This is kinda dangerous.
How would a NEP oriented USSR fare against Nazi Germany?
Much better, cause you'd be rid of Stalin. Perhaps worse, cause arguably the factories Stalin shoved through their throats might have saved their asses. Another reason for worse is Stalin might have stopped some potential nationalistic uprising.
So who knows 😉
Anyone other than Stalin would not have cut a deal with the Mustache in 1939 to be near allies, in the face of total hostility from 1932-1938
Maybe even better if whoever took over instead of Stalin had listened to his own generals instead of executing them and bothered to prepare for a surprise attack.
The idea that Stalin and his obsessive focus on heavy industry and military buildup at the expense of everything else saved the USSR is something that you hear sometimes, especially in the former USSR. It's false, and it's also really problematic IMO because it can be taken as justifying the idea that you need a Strong Authoritarian Leader and not Weak Decadent Softies to defend your country against a Foreign Threat and Pull It Into the Glorious Future. That's a very, VERY common talking point among dictators of all stripes that has been used to justify slews of awful things.
For the record, Russian industry actually grew fastest
during the Czars when the economy was at its most liberal—production of most of the main industrial products went up by anywhere from 2-5x depending on the good from 1887-1900, with slower but still very significant increases after that. In about thirty years from 1881-1913, they were able to go from an agrarian backwater to having about the industrial production of France. The Soviet Union never even came close to accomplishing anything of comparable magnitude when you adjust for things like the quality of their products, statistical fraud, the ability of workers to actually use/crew what was produced, etc. Communism was never necessary to industrialize Russia, and it did nothing but impede that process.
More specifically, with regards to the Soviet Union, multiple studies have been done that show Stalin's economy significantly underperformed where the USSR would have likely ended up if the trends from the NEP era had continued.
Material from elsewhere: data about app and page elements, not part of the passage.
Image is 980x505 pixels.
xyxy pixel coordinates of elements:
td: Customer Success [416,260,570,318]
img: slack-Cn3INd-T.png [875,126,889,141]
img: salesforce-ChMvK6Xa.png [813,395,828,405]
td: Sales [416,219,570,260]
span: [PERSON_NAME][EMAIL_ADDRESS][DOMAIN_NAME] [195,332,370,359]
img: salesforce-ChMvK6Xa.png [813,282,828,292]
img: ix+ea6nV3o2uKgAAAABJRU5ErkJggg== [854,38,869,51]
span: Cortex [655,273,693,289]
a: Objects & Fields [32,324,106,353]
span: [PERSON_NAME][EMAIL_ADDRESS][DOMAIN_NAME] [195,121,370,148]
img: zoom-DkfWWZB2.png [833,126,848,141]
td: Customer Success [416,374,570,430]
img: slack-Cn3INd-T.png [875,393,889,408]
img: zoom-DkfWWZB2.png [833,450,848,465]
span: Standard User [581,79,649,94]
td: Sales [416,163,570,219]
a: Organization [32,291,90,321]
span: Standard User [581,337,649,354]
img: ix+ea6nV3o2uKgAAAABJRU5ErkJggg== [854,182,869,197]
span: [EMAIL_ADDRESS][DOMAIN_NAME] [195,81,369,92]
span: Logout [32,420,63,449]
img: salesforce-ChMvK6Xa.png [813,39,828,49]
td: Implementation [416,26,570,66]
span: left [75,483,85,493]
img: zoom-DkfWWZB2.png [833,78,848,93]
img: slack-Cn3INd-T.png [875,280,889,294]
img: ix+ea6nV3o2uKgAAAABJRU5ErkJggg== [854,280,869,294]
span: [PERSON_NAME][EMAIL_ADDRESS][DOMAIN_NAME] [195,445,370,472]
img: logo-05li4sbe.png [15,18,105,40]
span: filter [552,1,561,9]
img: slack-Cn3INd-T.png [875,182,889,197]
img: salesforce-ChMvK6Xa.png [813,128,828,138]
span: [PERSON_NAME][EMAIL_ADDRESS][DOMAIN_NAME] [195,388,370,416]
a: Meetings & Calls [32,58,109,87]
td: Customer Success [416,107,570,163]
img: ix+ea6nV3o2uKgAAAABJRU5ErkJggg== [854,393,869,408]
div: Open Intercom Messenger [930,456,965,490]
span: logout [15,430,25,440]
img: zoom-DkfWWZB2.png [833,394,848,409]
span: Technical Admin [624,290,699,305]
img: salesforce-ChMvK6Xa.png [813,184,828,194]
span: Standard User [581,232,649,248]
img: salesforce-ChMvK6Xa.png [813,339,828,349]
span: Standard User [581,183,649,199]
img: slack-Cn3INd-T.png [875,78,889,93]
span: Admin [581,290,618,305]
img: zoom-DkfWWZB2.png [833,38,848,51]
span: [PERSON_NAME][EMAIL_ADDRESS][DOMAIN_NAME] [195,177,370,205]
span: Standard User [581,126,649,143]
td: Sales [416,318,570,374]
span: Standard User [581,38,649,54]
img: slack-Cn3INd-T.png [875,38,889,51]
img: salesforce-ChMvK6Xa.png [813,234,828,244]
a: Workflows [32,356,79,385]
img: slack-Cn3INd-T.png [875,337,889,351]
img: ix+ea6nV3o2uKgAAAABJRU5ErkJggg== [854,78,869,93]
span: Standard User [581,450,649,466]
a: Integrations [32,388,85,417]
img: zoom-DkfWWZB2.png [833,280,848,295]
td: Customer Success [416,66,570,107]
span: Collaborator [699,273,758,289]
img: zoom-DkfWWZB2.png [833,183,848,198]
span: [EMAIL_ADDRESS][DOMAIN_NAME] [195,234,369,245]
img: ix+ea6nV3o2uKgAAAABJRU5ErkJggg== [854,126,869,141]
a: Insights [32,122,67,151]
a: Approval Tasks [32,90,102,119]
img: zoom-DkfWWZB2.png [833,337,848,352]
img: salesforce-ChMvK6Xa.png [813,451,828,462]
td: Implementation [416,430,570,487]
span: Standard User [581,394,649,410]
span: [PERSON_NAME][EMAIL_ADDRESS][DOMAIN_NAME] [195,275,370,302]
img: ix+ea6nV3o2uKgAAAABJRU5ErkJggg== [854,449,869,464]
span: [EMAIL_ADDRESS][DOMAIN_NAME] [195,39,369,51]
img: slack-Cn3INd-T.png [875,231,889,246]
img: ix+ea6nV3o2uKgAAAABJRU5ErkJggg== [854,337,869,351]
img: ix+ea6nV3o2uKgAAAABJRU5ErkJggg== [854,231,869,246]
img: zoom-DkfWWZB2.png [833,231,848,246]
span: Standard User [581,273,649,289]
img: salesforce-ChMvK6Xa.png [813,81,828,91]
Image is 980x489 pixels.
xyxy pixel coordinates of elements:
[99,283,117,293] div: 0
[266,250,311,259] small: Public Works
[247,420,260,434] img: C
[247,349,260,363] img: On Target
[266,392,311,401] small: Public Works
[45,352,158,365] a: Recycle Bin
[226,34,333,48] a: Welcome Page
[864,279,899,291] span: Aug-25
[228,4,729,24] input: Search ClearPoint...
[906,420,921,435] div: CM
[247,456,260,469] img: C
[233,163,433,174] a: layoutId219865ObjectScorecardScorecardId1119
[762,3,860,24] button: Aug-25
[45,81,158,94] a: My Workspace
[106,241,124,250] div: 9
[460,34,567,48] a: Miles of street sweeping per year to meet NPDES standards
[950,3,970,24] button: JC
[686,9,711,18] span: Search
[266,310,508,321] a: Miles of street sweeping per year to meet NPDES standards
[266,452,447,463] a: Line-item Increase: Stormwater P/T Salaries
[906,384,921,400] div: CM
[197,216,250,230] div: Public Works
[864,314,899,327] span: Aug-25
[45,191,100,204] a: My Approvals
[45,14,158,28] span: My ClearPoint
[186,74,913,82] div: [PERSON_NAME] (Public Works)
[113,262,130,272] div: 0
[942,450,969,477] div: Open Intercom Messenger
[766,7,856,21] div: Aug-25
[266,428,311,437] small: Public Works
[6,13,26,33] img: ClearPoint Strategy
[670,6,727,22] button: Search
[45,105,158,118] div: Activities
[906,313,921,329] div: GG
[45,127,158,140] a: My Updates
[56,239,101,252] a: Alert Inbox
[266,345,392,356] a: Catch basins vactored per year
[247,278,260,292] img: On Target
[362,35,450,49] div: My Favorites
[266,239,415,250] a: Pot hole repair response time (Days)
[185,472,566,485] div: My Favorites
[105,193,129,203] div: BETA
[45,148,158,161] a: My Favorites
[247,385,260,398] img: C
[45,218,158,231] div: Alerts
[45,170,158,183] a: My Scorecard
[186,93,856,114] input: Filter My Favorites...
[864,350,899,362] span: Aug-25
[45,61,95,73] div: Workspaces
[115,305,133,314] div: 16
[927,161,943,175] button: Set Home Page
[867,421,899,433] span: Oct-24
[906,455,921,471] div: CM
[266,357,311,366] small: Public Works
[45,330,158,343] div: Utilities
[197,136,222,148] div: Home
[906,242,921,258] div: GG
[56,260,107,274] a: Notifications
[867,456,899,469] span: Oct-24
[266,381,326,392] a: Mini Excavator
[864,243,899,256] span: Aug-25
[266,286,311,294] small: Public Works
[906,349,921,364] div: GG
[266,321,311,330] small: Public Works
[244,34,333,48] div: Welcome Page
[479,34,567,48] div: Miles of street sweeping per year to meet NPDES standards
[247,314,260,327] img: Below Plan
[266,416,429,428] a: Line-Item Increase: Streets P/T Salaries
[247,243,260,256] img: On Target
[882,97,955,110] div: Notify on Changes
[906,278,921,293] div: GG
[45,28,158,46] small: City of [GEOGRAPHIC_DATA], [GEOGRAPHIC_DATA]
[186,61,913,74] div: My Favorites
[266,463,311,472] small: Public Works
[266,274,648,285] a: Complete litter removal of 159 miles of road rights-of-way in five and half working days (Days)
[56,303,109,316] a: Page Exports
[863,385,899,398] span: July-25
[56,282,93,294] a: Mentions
They are not kind to Stalin. The most conservative ones indicate that the NEP continuing would have most likely delivered the same gains as Stalin's program without all the deaths and the collapse of agriculture. His purges of skilled workers, famines, collectivization, and mismanagement did nothing but hurt the process of industrialization. Total Factor Productivity in his economy was well below where it was under the czar. Key conclusion of the one that I linked:
Therefore our answer to the ‘Was Stalin Necessary?’ question is a definite ‘no’. Even though we do not consider the human tragedy of famine, repression and terror, and focus on economic outcomes alone, and even when we make assumptions that are biased in Stalin’s favour, his economic policies underperform the counterfactual. We believe Stalin’s industrialisation should not be used as a success story in development economics, and should instead be studied as an example where brutal reallocation resulted in lower productivity and lower social welfare.
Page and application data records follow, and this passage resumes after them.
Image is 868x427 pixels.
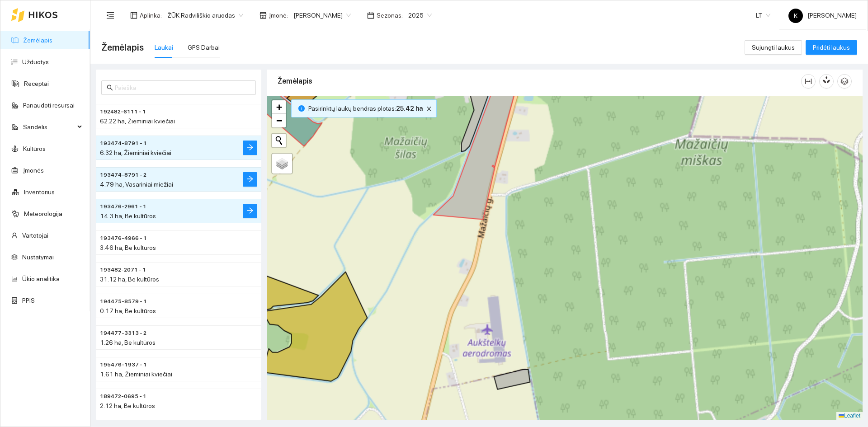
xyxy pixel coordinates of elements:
[130,12,138,19] span: layout
[102,40,143,55] span: Žemėlapis
[277,101,282,113] span: +
[367,12,374,19] span: calendar
[100,328,146,338] span: 194477-3313 - 2
[100,180,173,188] span: 4.79 ha, Vasariniai miežiai
[278,68,801,94] div: Žemėlapis
[100,107,146,116] span: 192482-6111 - 1
[23,167,44,174] a: Įmonės
[243,172,257,186] button: arrow-right
[424,106,434,112] span: close
[100,170,146,180] span: 193474-8791 - 2
[806,44,857,51] a: Pridėti laukus
[100,339,156,346] span: 1.26 ha, Be kultūros
[100,307,156,314] span: 0.17 ha, Be kultūros
[100,360,147,368] span: 195476-1937 - 1
[308,103,423,113] span: Pasirinktų laukų bendras plotas :
[744,44,802,51] a: Sujungti laukus
[102,7,119,24] button: menu-fold
[23,101,75,109] a: Panaudoti resursai
[100,265,146,274] span: 193482-2071 - 1
[100,117,175,125] span: 62.22 ha, Žieminiai kviečiai
[24,188,55,195] a: Inventorius
[23,118,75,136] span: Sandėlis
[272,134,286,147] button: Initiate a new search
[293,8,351,22] span: Jonas Ruškys
[100,234,147,243] span: 193476-4966 - 1
[100,402,155,409] span: 2.12 ha, Be kultūros
[100,202,146,211] span: 193476-2961 - 1
[100,149,171,156] span: 6.32 ha, Žieminiai kviečiai
[272,100,286,113] a: Zoom in
[22,275,60,282] a: Ūkio analitika
[801,77,815,85] span: column-width
[260,12,266,19] span: shop
[23,145,46,153] a: Kultūros
[269,10,288,20] span: Įmonė :
[100,297,147,306] span: 194475-8579 - 1
[246,143,253,153] span: arrow-right
[140,10,162,20] span: Aplinka :
[100,275,159,283] span: 31.12 ha, Be kultūros
[22,59,48,65] a: Užduotys
[396,105,423,112] b: 25.42 ha
[24,80,48,87] a: Receptai
[298,105,305,112] span: info-circle
[168,8,243,22] span: ŽŪK Radviliškio aruodas
[100,212,156,220] span: 14.3 ha, Be kultūros
[246,175,253,184] span: arrow-right
[277,114,282,126] span: −
[838,412,860,419] a: Leaflet
[806,40,857,55] button: Pridėti laukus
[243,140,257,154] button: arrow-right
[187,43,220,52] div: GPS Darbai
[106,11,115,20] span: menu-fold
[155,43,173,52] div: Laukai
[22,297,34,304] a: PPIS
[243,204,257,218] button: arrow-right
[22,253,54,260] a: Nustatymai
[24,210,62,217] a: Meteorologija
[22,232,48,239] a: Vartotojai
[755,8,770,22] span: LT
[100,139,147,148] span: 193474-8791 - 1
[424,103,434,114] button: close
[376,10,402,20] span: Sezonas :
[23,36,52,44] a: Žemėlapis
[744,40,802,55] button: Sujungti laukus
[272,113,286,127] a: Zoom out
[801,74,815,88] button: column-width
[115,83,251,92] input: Paieška
[272,153,292,173] a: Layers
[246,207,253,215] span: arrow-right
[100,370,172,378] span: 1.61 ha, Žieminiai kviečiai
[100,244,156,251] span: 3.46 ha, Be kultūros
[813,43,849,52] span: Pridėti laukus
[788,12,857,19] span: [PERSON_NAME]
[408,8,431,22] span: 2025
[107,85,113,91] span: search
[752,43,794,52] span: Sujungti laukus
[100,392,146,400] span: 189472-0695 - 1
[793,8,797,23] span: K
The other thing key to understanding Stalin's legacy in WWII was just the sheer idiocy of the geopolitical decisions he made leading up to it. The military purges, the dismantlement of the Stalin Line before the Molotov Line was constructed, and refusing to acknowledge any of the obvious warnings that Hitler was about to attack are low-hanging fruit, but there were so many,
many others. The trade agreement with Germany, and critically the decision to continue deliveries of raw materials for a year AFTER the Fall of France, was a biggie. The Reich's war machine would have broken down long before June 1941 without that.
Attacking Finland, then failing to finish the job was literally the worst thing he could possibly have done—it ensured that the Finns were royally pissed off/willing to ally with Germany while also leaving them with the ability to put half a million men into the field against the USSR. Not going to war with them would have ensured Murmansk and the Kola Peninsula was safe unless Hitler wanted to fight the Finns, too (since the Reich would have had to cross their territory to get to that part of the Soviet Union). A neutral/friendly Finland would also have prevented any siege of Leningrad and freed up millions of troops to fight the German Army which actually came quite close to collapsing (they had 8 divisions classified as fully operational left nine months after Barbarossa started).
Putting in the full might of the Red Army and conquering them after starting the Winter War would have had all of those benefits besides the shield of neutrality for the northern USSR, and it would have allowed the Soviet Navy's subs to torment German iron supplies in the Baltic, allowed them potentially to counterattack Germany's iron supplies in northern Sweden, etc.
As is, Stalin managed to choose literally the worst option of all.
Dismembering Romania ensured that a rabidly anti-Communist regime took over that was willing to not just go to war with the Soviets, but to put their everything into it. There are others you can name, but those are the main ones.
The USSR was worse off in every way imaginable for having had Stalin. Zero question about it.